“Civil Affairs” has recently been elevated to a branch of the U.S. Army by order of Army Secretary Francis J. Harvey on January 12, 2007.
The role of civil affairs is to support “the interaction of military forces with the civilian populace [in or around the battlefield] to facilitate military operations and consolidate operational objectives.”
According to an Army manual on civil affairs operations (pdf), “A supportive civilian population can provide resources and information that facilitate friendly operations. It can also provide a positive climate for the military and diplomatic activity a nation pursues to achieve foreign policy objectives.”
Conversely, “A hostile civilian population threatens the immediate operations of deployed friendly forces and can often undermine public support at home for the policy objectives of the United States and its allies. When executed properly, civil-military operations can reduce friction between the civilian population and the military force.”
The Army manual has not been approved for public release, but a copy was obtained by Secrecy News.
See “Civil Affairs Operations,” U.S. Army Field Manual FM 3-05.40, September 2006 (184 pages, 4 MB PDF).
To increase the real and perceived benefit of research funding, funding agencies should develop challenge goals for their extramural research programs focused on the impact portion of their mission.

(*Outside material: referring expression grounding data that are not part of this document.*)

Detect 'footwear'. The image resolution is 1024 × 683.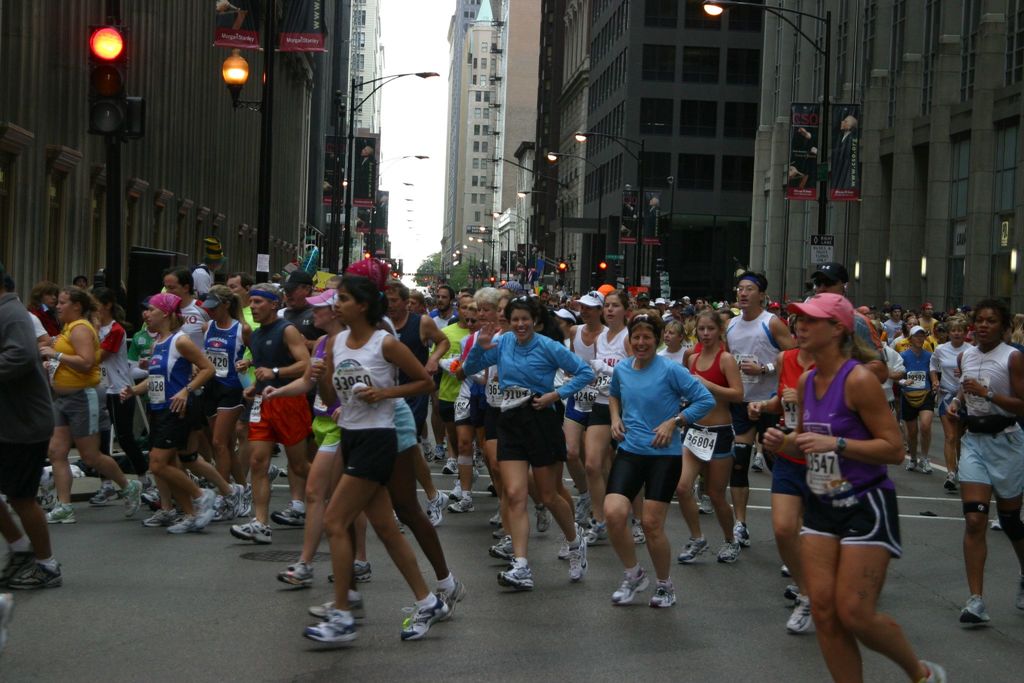
(x1=194, y1=487, x2=216, y2=534).
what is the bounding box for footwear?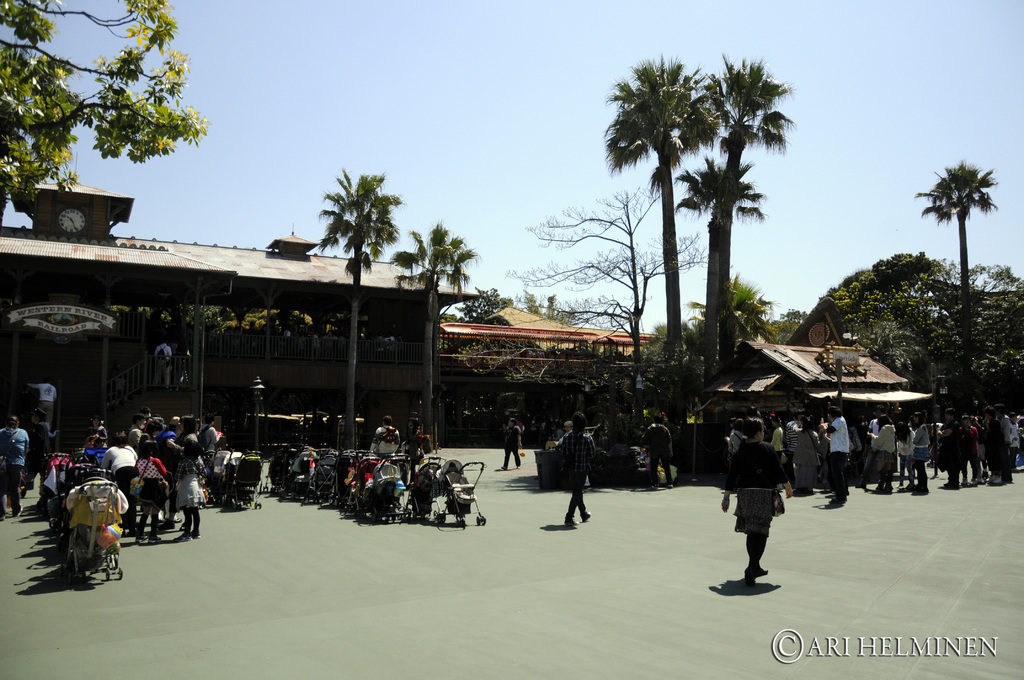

Without trusted mechanisms to ensure privacy while enabling secure data access, essential R&D stalls, educational innovation stalls, and U.S. global competitiveness suffers.
Satellite imagery has long served as a tool for observing on-the-ground activity worldwide, and offers especially valuable insights into the operation, development, and physical features related to nuclear technology.
This year’s Red Sky Summit was an opportunity to further consider what the role of fire tech can and should be – and how public policy can support its development, scaling, and application.